#GE2015 Morning Lolz Briefing: Millionaire meets millionaires, plus manifesto launches aplenty

15/04/2015
CommonWeal

We take a look at what’s happening today on the General Election campaign trail

THE ‘challengers’ debate takes place tomorrow night, which includes all the UK parties other than the Tories and the Lib-Dems, so expect it to be kind of left-wing but with a big dollop of Nigel Farage yelping about immigration and calling the Greens an establishment party. For today, you’ll just have to make do with more party manifestos, more leaders out and about, and a George Osborne scoot up to Scotland and back.

SSP, Lib-Dems and Ukip launch manifestos

Nick Clegg, Lib-Dem leader, will lead his party’s manifesto launch in South London. His pitch is that the Lib-Dems are better coalition partners than the SNP or Ukip because the party will provide more stable governance, i.e Clegg will do what he did last time and basically go along with whatever the leading party throws at him.
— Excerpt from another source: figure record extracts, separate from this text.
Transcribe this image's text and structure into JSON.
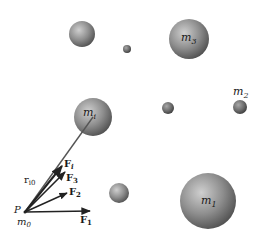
{
  "diagram": {
    "title": "",
    "origin": {
      "point_label": "P",
      "mass_label": "m",
      "mass_sub": "0"
    },
    "masses": [
      {
        "id": "sphere-a",
        "label": "",
        "sub": ""
      },
      {
        "id": "sphere-b",
        "label": "",
        "sub": ""
      },
      {
        "id": "m3",
        "label": "m",
        "sub": "3"
      },
      {
        "id": "mi",
        "label": "m",
        "sub": "i"
      },
      {
        "id": "sphere-c",
        "label": "",
        "sub": ""
      },
      {
        "id": "m2",
        "label": "m",
        "sub": "2"
      },
      {
        "id": "sphere-d",
        "label": "",
        "sub": ""
      },
      {
        "id": "m1",
        "label": "m",
        "sub": "1"
      }
    ],
    "vectors": {
      "r_io": {
        "label": "r",
        "sub": "i0"
      },
      "F_i": {
        "label": "F",
        "sub": "i"
      },
      "F_3": {
        "label": "F",
        "sub": "3"
      },
      "F_2": {
        "label": "F",
        "sub": "2"
      },
      "F_1": {
        "label": "F",
        "sub": "1"
      }
    },
    "colors": {
      "sphere": "#8a8a8a",
      "sphere_dark": "#4a4a4a",
      "sphere_light": "#d0d0d0",
      "vector": "#222222",
      "line": "#555555"
    }
  }
}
Clegg will say voters should back a “proven rock of stability, continuity and conscience” in the Lib-Dems. Some would say a stick of rock has more of a conscience, but we couldn’t possibly comment.
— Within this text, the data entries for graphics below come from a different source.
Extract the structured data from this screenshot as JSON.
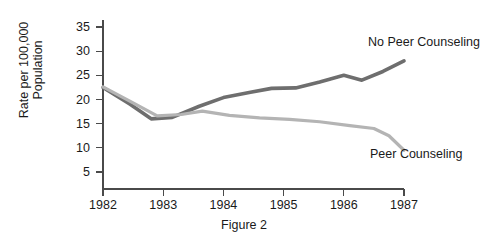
{
  "figure": {
    "caption": "Figure 2"
  },
  "chart_data": {
    "type": "line",
    "title": "",
    "xlabel": "",
    "ylabel": "Rate per 100,000 Population",
    "ylabel_line1": "Rate per 100,000",
    "ylabel_line2": "Population",
    "xlim": [
      1982,
      1987
    ],
    "ylim": [
      0,
      37
    ],
    "yticks": [
      5,
      10,
      15,
      20,
      25,
      30,
      35
    ],
    "xticks": [
      1982,
      1983,
      1984,
      1985,
      1986,
      1987
    ],
    "xtick_labels": [
      "1982",
      "1983",
      "1984",
      "1985",
      "1986",
      "1987"
    ],
    "ytick_labels": [
      "5",
      "10",
      "15",
      "20",
      "25",
      "30",
      "35"
    ],
    "grid": false,
    "legend_position": "inline-annotations",
    "colors": {
      "no_peer_counseling": "#6e6e6e",
      "peer_counseling": "#b4b4b4",
      "axis": "#4a4a4a",
      "text": "#1a1a1a",
      "background": "#ffffff"
    },
    "series": [
      {
        "name": "No Peer Counseling",
        "color": "#6e6e6e",
        "label_text": "No Peer Counseling",
        "x": [
          1982.0,
          1982.45,
          1982.8,
          1983.15,
          1983.6,
          1984.0,
          1984.45,
          1984.8,
          1985.2,
          1985.6,
          1986.0,
          1986.3,
          1986.65,
          1987.0
        ],
        "values": [
          22.5,
          19.0,
          16.0,
          16.3,
          18.6,
          20.4,
          21.5,
          22.3,
          22.4,
          23.6,
          25.0,
          24.0,
          25.8,
          28.0
        ]
      },
      {
        "name": "Peer Counseling",
        "color": "#b4b4b4",
        "label_text": "Peer Counseling",
        "x": [
          1982.0,
          1982.5,
          1982.9,
          1983.3,
          1983.65,
          1984.1,
          1984.6,
          1985.1,
          1985.6,
          1986.1,
          1986.5,
          1986.75,
          1987.0
        ],
        "values": [
          22.6,
          19.3,
          16.6,
          16.9,
          17.6,
          16.7,
          16.2,
          15.9,
          15.4,
          14.6,
          14.0,
          12.5,
          9.5
        ]
      }
    ]
  }
}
Farage will launch his party’s manifesto in Essex, where he will talk up Ukip as “the party of defence” as he promises to increase military spending.

He will say his party will offer real change “for the first time in 100 years”. Which begs the question: what happened 100 years ago that he was so fond of? The First World War was on, Britain was at war with much of Europe – maybe that’s what Ukip hanker after, a good old war with Europe. Farage probably dresses up in WW1 memorabilia in his spare time, shouting “tally ho!”.

The Scottish Socialist Party (SSP) launches its manifesto in Edinburgh today, which is called ‘Standing up for Scotland’s working class majority’.

It’s good to see a title with some real educational value: wet liberal interpretations of working class as folk in blue overalls with gravel in their teeth be damned, the SSP are bringing back the class Marxist definition, the working class as people who sell their labour in return for a wage; which is consistently over 60 per cent of the population. Good on them!

Millionaire meets millionaires

Osborne must have drawn the short-straw among cabinet members in making the trip north of the border, where he is about as popular as lice, but don’t worry about him – he’s not going to be going anywhere near the peasants, he’s just meeting business leaders, then heading back to the safety and serenity of the treasury.

For some reason he’s going to talk up the Conservatives’ record on the oil industry, which consists of being one of the few countries in the world to have struck black gold and not had an oil fund, and therefore allow the vast majority of it to dribble into the accounts of the shareholders of the world’s leading oil companies.